When the Indian and Pakistani prime ministers met for one of their rare summit meetings this past July, each insisted on formulating the main issue between them – their rival claims to the province of Kashmir and Jammu – his own preferred way. For the Indian prime minister, the topic at hand was the ending of “crossborder terrorism,” while his Pakistani counterpart wanted to discuss the “Kashmir dispute.” Disagreement on this point torpedoed the summit, which in turn led to a dramatic upsurge in Kashmir-related violence.
This incident prompts several reflections. First, however comical the emphasis on words might appear, there is good reason for it. How an issue is portrayed determines perceptions of it, which in turn heavily affects its resolution. Wording reflects ideas and ideas motivate people. Weapons in and of themselves are inert – it is arguments that inspire people to fight. Or, in today’s idiom, software rules.
Second, in long-standing disputes, where the situation on the ground is fairly static, the battle for public opinion takes on even greater urgency.
Third, the Indian and Pakistani governments considered semantics so vital to their interests that both preferred the summit to fail rather than cede on this matter.
If anything, public opinion has an even greater importance perception in the Arab-Israeli conflict, the highest-profile dispute in the world (as was once again established last week in Durban, South Africa, at the U.N.’s World Conference Against Racism, where it derailed a meeting about a very different issue).
How do Arabs and Israelis fare when they use English, the most important arena in the battle over public opinion?
Like the Indians and Pakistanis, they sometimes stalemate in their effort to impose a term on the other. Israelis use Temple Mount and Arabs use Al-Haram ash-Sharif for the one and same hill in Jerusalem. Similarly, when it comes to the holiest Jewish site, they disagree over Western Wall vs. Al-Buraq.
Arabs have grudgingly adopted a few basic Israeli terms, such as Israel and Jerusalem, realizing that to talk about the zionist entity is off-putting while Al-Quds is completely obscure.
The Israeli adoption of Palestinian nomenclature is quite different, for it is voluntary and whole-hearted. Note a few examples:
- Collaborator means “someone who cooperates treasonably” and brings to mind the French and Norwegian collaborators who betrayed their countries to the Nazis. Yet this is the term (rather than informant, mole or agent) which Israelis use to describe Palestinians who provide them with information, thereby implying something awful about themselves.
- Refugee camps provide temporary housing for people escaping disaster. In the case of the Palestinians, over a half century has passed and 95 percent of the population in the refugee camps have not fled from anywhere. Nonetheless, Israelis accept that term, implying that their inhabitants still have a claim on Israel. One wonders: In a few more decades, when not a single refugee yet remains, will Israelis still use this term?
- Settlement is defined as “a small community” or an establishment in “a new region.” Never mind that some Jewish towns on the West Bank and in Gaza have tens of thousands of residents and have existed for over three decades, this word – with its stark overtones of colonialism – is how most Israelis describe those habitations. In so doing, they call their own countrymen colonialists.
- The peace camp in Israel refers exclusively to those on the left who believe that their side’s concessions are the only way to end the Arab-Israeli conflict, implying that those who favor other approaches (such as deterrence) constitute the “war camp.” This is patent nonsense, for all Israel is in the “peace camp” in the sense of wanting to end the conflict; not one of them aspires to occupy Cairo, destroy Syria or invade Iraq. (In contrast, peace camp does mean something on the Arab side, where it is a truly embattled minority arguing in favor of recognizing the Jewish state.)
In sum, Palestinians have imposed on Israel important aspects of their own way of thinking. They may have fallen vastly behind their enemy in per capita income and advanced weaponry, but they maintain more than parity on the semantic battlefield.
Put another way, who a century ago could have imagined that Jews would deploy the far superior armed forces and lose the political contest?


**The task**:
Your copy should match the records exactly, except that no pictures appear in it.

**Stored records**:
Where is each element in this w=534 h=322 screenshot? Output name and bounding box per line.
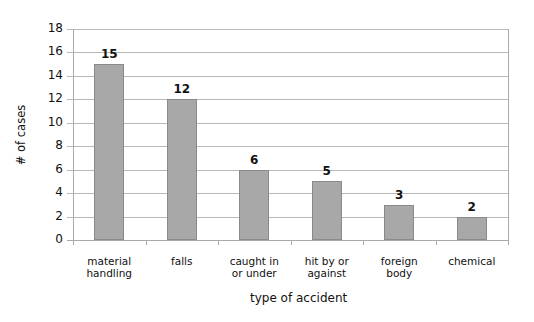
plot-right-border: [508, 29, 509, 245]
x-category-label: material handling: [69, 255, 149, 279]
data-label: 5: [307, 164, 347, 178]
gridline: [67, 99, 508, 100]
y-tick-label: 18: [39, 21, 63, 35]
gridline: [67, 170, 508, 171]
y-tick-label: 2: [39, 209, 63, 223]
y-tick-label: 14: [39, 68, 63, 82]
bar-chart: # of cases type of accident 024681012141…: [0, 0, 534, 322]
x-axis-title: type of accident: [250, 291, 347, 305]
gridline: [67, 146, 508, 147]
gridline: [67, 52, 508, 53]
x-category-label: falls: [142, 255, 222, 267]
data-label: 12: [162, 82, 202, 96]
y-axis-title: # of cases: [14, 100, 28, 170]
data-label: 2: [452, 200, 492, 214]
gridline: [67, 29, 508, 30]
gridline: [67, 193, 508, 194]
y-axis: [73, 29, 74, 240]
data-label: 15: [89, 47, 129, 61]
bar: [94, 64, 124, 240]
y-tick-label: 4: [39, 185, 63, 199]
x-tick: [436, 240, 437, 245]
y-tick-label: 6: [39, 162, 63, 176]
y-tick-label: 16: [39, 44, 63, 58]
x-category-label: chemical: [432, 255, 512, 267]
x-tick: [73, 240, 74, 245]
bar: [384, 205, 414, 240]
y-tick-label: 0: [39, 232, 63, 246]
x-category-label: hit by or against: [287, 255, 367, 279]
bar: [457, 217, 487, 240]
data-label: 3: [379, 188, 419, 202]
bar: [312, 181, 342, 240]
x-tick: [146, 240, 147, 245]
y-tick-label: 12: [39, 91, 63, 105]
gridline: [67, 217, 508, 218]
x-tick: [508, 240, 509, 245]
x-tick: [291, 240, 292, 245]
x-axis: [67, 240, 508, 241]
gridline: [67, 76, 508, 77]
gridline: [67, 123, 508, 124]
x-tick: [218, 240, 219, 245]
y-tick-label: 8: [39, 138, 63, 152]
y-tick-label: 10: [39, 115, 63, 129]
x-category-label: foreign body: [359, 255, 439, 279]
bar: [167, 99, 197, 240]
data-label: 6: [234, 153, 274, 167]
bar: [239, 170, 269, 240]
x-tick: [363, 240, 364, 245]
x-category-label: caught in or under: [214, 255, 294, 279]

**Output of the exercise**:
Where is each element in this w=534 h=322 screenshot? Output name and bounding box per line.
plot-right-border: [508, 29, 509, 245]
x-category-label: material handling: [69, 255, 149, 279]
data-label: 5: [307, 164, 347, 178]
gridline: [67, 99, 508, 100]
y-tick-label: 18: [39, 21, 63, 35]
gridline: [67, 170, 508, 171]
y-tick-label: 2: [39, 209, 63, 223]
y-tick-label: 14: [39, 68, 63, 82]
bar-chart: # of cases type of accident 024681012141…: [0, 0, 534, 322]
x-axis-title: type of accident: [250, 291, 347, 305]
gridline: [67, 146, 508, 147]
gridline: [67, 52, 508, 53]
x-category-label: falls: [142, 255, 222, 267]
data-label: 12: [162, 82, 202, 96]
y-axis-title: # of cases: [14, 100, 28, 170]
data-label: 2: [452, 200, 492, 214]
gridline: [67, 29, 508, 30]
gridline: [67, 193, 508, 194]
y-axis: [73, 29, 74, 240]
data-label: 15: [89, 47, 129, 61]
bar: [94, 64, 124, 240]
y-tick-label: 4: [39, 185, 63, 199]
x-tick: [436, 240, 437, 245]
y-tick-label: 6: [39, 162, 63, 176]
y-tick-label: 16: [39, 44, 63, 58]
x-category-label: chemical: [432, 255, 512, 267]
x-tick: [73, 240, 74, 245]
bar: [384, 205, 414, 240]
y-tick-label: 0: [39, 232, 63, 246]
x-category-label: hit by or against: [287, 255, 367, 279]
bar: [457, 217, 487, 240]
data-label: 3: [379, 188, 419, 202]
bar: [312, 181, 342, 240]
x-tick: [146, 240, 147, 245]
y-tick-label: 12: [39, 91, 63, 105]
gridline: [67, 217, 508, 218]
x-tick: [508, 240, 509, 245]
x-tick: [291, 240, 292, 245]
x-axis: [67, 240, 508, 241]
gridline: [67, 76, 508, 77]
gridline: [67, 123, 508, 124]
x-tick: [218, 240, 219, 245]
y-tick-label: 8: [39, 138, 63, 152]
y-tick-label: 10: [39, 115, 63, 129]
x-category-label: foreign body: [359, 255, 439, 279]
bar: [167, 99, 197, 240]
data-label: 6: [234, 153, 274, 167]
bar: [239, 170, 269, 240]
x-tick: [363, 240, 364, 245]
x-category-label: caught in or under: [214, 255, 294, 279]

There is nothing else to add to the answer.